Copy every record below exactly.

◆ AVAILABLE RECORDS:
-*-*-

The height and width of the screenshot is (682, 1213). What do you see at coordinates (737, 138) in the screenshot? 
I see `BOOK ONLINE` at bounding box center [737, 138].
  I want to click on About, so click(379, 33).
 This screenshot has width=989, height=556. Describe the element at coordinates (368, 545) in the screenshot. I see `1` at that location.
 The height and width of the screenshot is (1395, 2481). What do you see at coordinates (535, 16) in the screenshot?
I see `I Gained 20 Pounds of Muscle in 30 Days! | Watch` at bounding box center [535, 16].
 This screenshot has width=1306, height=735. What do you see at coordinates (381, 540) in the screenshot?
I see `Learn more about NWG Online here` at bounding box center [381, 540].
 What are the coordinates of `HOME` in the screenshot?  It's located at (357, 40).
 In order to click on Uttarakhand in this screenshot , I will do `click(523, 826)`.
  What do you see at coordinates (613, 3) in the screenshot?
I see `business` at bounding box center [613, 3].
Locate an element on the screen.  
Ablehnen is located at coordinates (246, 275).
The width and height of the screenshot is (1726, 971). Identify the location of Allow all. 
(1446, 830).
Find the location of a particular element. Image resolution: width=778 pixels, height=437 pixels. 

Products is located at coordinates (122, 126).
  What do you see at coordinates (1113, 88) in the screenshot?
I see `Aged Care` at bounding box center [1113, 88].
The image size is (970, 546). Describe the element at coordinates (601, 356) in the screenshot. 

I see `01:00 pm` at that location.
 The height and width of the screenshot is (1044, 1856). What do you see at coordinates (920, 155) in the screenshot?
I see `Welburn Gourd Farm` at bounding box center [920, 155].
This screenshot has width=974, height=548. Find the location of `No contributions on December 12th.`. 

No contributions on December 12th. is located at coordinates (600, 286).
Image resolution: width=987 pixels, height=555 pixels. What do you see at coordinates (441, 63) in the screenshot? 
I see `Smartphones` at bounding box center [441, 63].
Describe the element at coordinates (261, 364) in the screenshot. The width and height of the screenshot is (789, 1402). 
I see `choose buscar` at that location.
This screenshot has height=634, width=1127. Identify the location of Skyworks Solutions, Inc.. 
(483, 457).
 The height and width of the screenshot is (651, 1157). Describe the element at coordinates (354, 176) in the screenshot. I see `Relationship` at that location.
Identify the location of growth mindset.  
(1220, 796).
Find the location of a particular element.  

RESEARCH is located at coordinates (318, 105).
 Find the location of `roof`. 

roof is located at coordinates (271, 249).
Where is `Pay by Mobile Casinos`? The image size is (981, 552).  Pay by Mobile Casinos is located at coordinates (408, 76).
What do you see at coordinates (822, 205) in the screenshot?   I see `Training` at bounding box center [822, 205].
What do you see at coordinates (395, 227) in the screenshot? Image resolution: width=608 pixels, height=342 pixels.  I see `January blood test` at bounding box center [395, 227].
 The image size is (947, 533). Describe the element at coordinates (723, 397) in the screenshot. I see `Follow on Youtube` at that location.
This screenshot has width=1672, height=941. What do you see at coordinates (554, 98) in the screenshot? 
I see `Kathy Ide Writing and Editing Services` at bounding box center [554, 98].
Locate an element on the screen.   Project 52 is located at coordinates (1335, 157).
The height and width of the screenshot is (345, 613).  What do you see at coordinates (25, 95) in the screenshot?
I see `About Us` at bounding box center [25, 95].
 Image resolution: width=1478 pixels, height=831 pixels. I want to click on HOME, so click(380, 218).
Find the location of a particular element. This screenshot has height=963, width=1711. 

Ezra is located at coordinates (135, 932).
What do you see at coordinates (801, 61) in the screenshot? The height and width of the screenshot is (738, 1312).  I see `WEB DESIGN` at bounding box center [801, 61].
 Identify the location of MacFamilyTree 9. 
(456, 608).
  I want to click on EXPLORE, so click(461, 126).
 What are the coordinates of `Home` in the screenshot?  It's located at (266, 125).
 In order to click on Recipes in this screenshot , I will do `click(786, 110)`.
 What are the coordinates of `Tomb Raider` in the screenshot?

-*-*-

◆ FINISHED TASK:
The height and width of the screenshot is (682, 1213). What do you see at coordinates (737, 138) in the screenshot? 
I see `BOOK ONLINE` at bounding box center [737, 138].
  I want to click on About, so click(379, 33).
 This screenshot has width=989, height=556. Describe the element at coordinates (368, 545) in the screenshot. I see `1` at that location.
 The height and width of the screenshot is (1395, 2481). What do you see at coordinates (535, 16) in the screenshot?
I see `I Gained 20 Pounds of Muscle in 30 Days! | Watch` at bounding box center [535, 16].
 This screenshot has width=1306, height=735. What do you see at coordinates (381, 540) in the screenshot?
I see `Learn more about NWG Online here` at bounding box center [381, 540].
 What are the coordinates of `HOME` in the screenshot?  It's located at (357, 40).
 In order to click on Uttarakhand in this screenshot , I will do `click(523, 826)`.
  What do you see at coordinates (613, 3) in the screenshot?
I see `business` at bounding box center [613, 3].
Locate an element on the screen.  
Ablehnen is located at coordinates (246, 275).
The width and height of the screenshot is (1726, 971). Identify the location of Allow all. 
(1446, 830).
Find the location of a particular element. Image resolution: width=778 pixels, height=437 pixels. 

Products is located at coordinates (122, 126).
  What do you see at coordinates (1113, 88) in the screenshot?
I see `Aged Care` at bounding box center [1113, 88].
The image size is (970, 546). Describe the element at coordinates (601, 356) in the screenshot. 

I see `01:00 pm` at that location.
 The height and width of the screenshot is (1044, 1856). What do you see at coordinates (920, 155) in the screenshot?
I see `Welburn Gourd Farm` at bounding box center [920, 155].
This screenshot has width=974, height=548. Find the location of `No contributions on December 12th.`. 

No contributions on December 12th. is located at coordinates (600, 286).
Image resolution: width=987 pixels, height=555 pixels. What do you see at coordinates (441, 63) in the screenshot? 
I see `Smartphones` at bounding box center [441, 63].
Describe the element at coordinates (261, 364) in the screenshot. The width and height of the screenshot is (789, 1402). 
I see `choose buscar` at that location.
This screenshot has height=634, width=1127. Identify the location of Skyworks Solutions, Inc.. 
(483, 457).
 The height and width of the screenshot is (651, 1157). Describe the element at coordinates (354, 176) in the screenshot. I see `Relationship` at that location.
Identify the location of growth mindset.  
(1220, 796).
Find the location of a particular element.  

RESEARCH is located at coordinates (318, 105).
 Find the location of `roof`. 

roof is located at coordinates (271, 249).
Where is `Pay by Mobile Casinos`? The image size is (981, 552).  Pay by Mobile Casinos is located at coordinates (408, 76).
What do you see at coordinates (822, 205) in the screenshot?   I see `Training` at bounding box center [822, 205].
What do you see at coordinates (395, 227) in the screenshot? Image resolution: width=608 pixels, height=342 pixels.  I see `January blood test` at bounding box center [395, 227].
 The image size is (947, 533). Describe the element at coordinates (723, 397) in the screenshot. I see `Follow on Youtube` at that location.
This screenshot has width=1672, height=941. What do you see at coordinates (554, 98) in the screenshot? 
I see `Kathy Ide Writing and Editing Services` at bounding box center [554, 98].
Locate an element on the screen.   Project 52 is located at coordinates (1335, 157).
The height and width of the screenshot is (345, 613).  What do you see at coordinates (25, 95) in the screenshot?
I see `About Us` at bounding box center [25, 95].
 Image resolution: width=1478 pixels, height=831 pixels. I want to click on HOME, so click(380, 218).
Find the location of a particular element. This screenshot has height=963, width=1711. 

Ezra is located at coordinates (135, 932).
What do you see at coordinates (801, 61) in the screenshot? The height and width of the screenshot is (738, 1312).  I see `WEB DESIGN` at bounding box center [801, 61].
 Identify the location of MacFamilyTree 9. 
(456, 608).
  I want to click on EXPLORE, so click(461, 126).
 What are the coordinates of `Home` in the screenshot?  It's located at (266, 125).
 In order to click on Recipes in this screenshot , I will do `click(786, 110)`.
 What are the coordinates of `Tomb Raider` in the screenshot?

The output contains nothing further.